News analysis: If LICH closes, housing towers could rise
Photo by Stefano Giovannini

On the very day Long Island College Hospital was set to close, community groups and hospital workers struck a deal with the company in talks to buy the medical campus from the state to continue emergency services there.

The settlement ensures an emergency department will serve the community for the next 20 years while a developer dismantles the rest of the operation and builds housing on the site, lawyers said. The agreement was a small victory for those who want to see the 156-year-old hospital remain a hospital, but activists say the compromise after nearly a year of litigation to save the place amounts to two steps forward and one step back.

“I’m deeply troubled it’s not a full-service hospital, but I’m somewhat relieved at there being some service,” said Sue Raboy, a member of Patients for LICH.

Other hospital advocates took a rosier view.

“Fifteen months ago, this was likely to be a real estate deal with no hospital,” said Richard Selzer, a lawyer for the staffer union New York State Nurses Association, referring to the moment the state first moved to gut the medical center that sits on land valued at as much as $500 million.

The State University of New York took over Long Island College Hospital in 2011, but claimed the facility was a money-loser beyond saving and put the land up for sale in 2012. The state was moving to select a developer without public input, but after lawsuits from community groups and nurses unions, Judge Johnny Lee Baynes ordered the state to take development proposals and create a panel of state employees and community stakeholders to score the bids, emphasizing those that preserved a full-service hospital and maintained care without interruption. The settlement allowed the state to walk away from the hospital on or after May 22, but the state says it will continue to run the emergency department through May 27.

The community groups and hospital doctors had sued to have some scores thrown out, claiming state appointees, a majority in the secret ranking process, gave poor marks to proposals that included a health services component and high marks to housing-only proposals, in direct contradiction to the terms of the court agreement. The coalition offered to withdraw the suit if leading bidder Peebles Corporation agreed to continue emergency services while it hammers out details of the sale with the state.

Per the terms of the latest agreement, if Peebles buys the land that has views of the New York Harbor for $260 million, it must operate the emergency department for the next 20 years.
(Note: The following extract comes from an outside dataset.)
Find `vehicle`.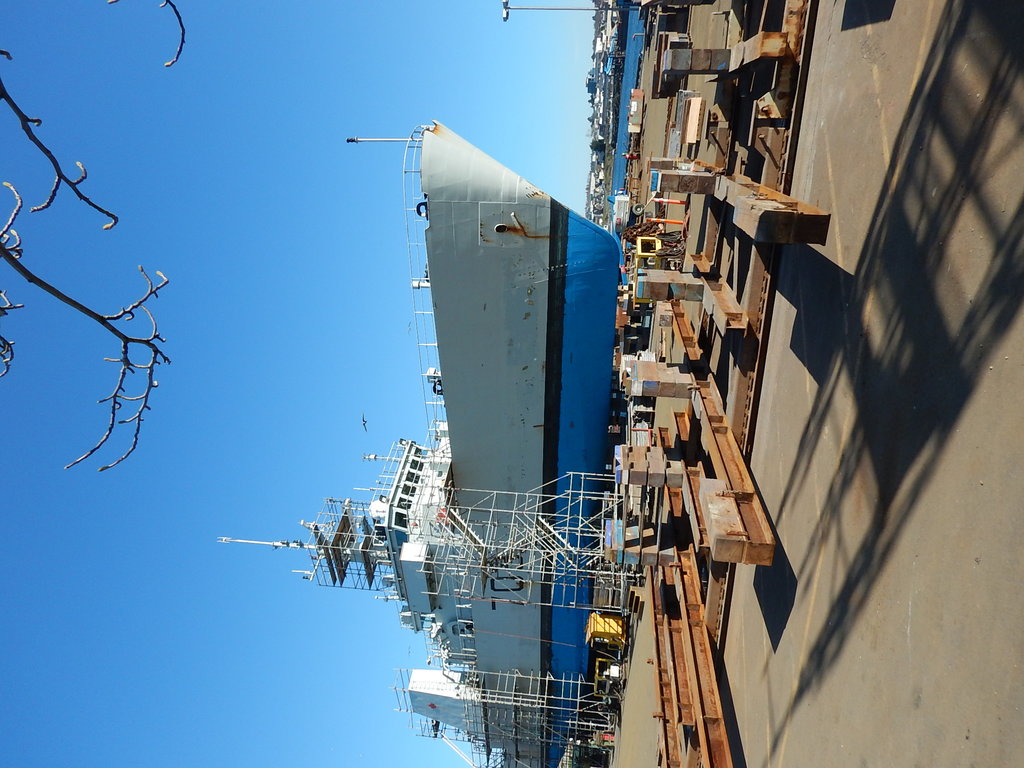
bbox=(216, 118, 627, 767).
Should negotiations fall through, it is on the hook for the bill for emergency services until the state identifies a new buyer, lawyers told the court.

Peebles tapped partner North Shore—LIJ to take over the emergency facility using the State University of New York’s license when the state bowed out on Tuesday, according to the agreement presented in court. The agreement directs Peebles and North Shore–LIJ to obtain an operating license and restore ambulance service, which ended last week, by July 15.

The agreement also requires that Peebles hire someone to determine what kind of health services are necessary for the area formerly served by Long Island College Hospital. Under the settlement, Peebles would be obligated to provide any services deemed necessary by the hired consultant and act in good faith to provide the prescribed medical services.

But what the assessment will look like and who will conduct it are up in the air — and Baynes guessed he hasn’t seen the end of lawsuit over the fate of the redevelopment.

“I don’t think it’s over yet,” Baynes told the court. “We’re going to be back in here to resolve other issues.”

The remaining three patients were transported out of the hospital by midnight last Thursday, a state representative said.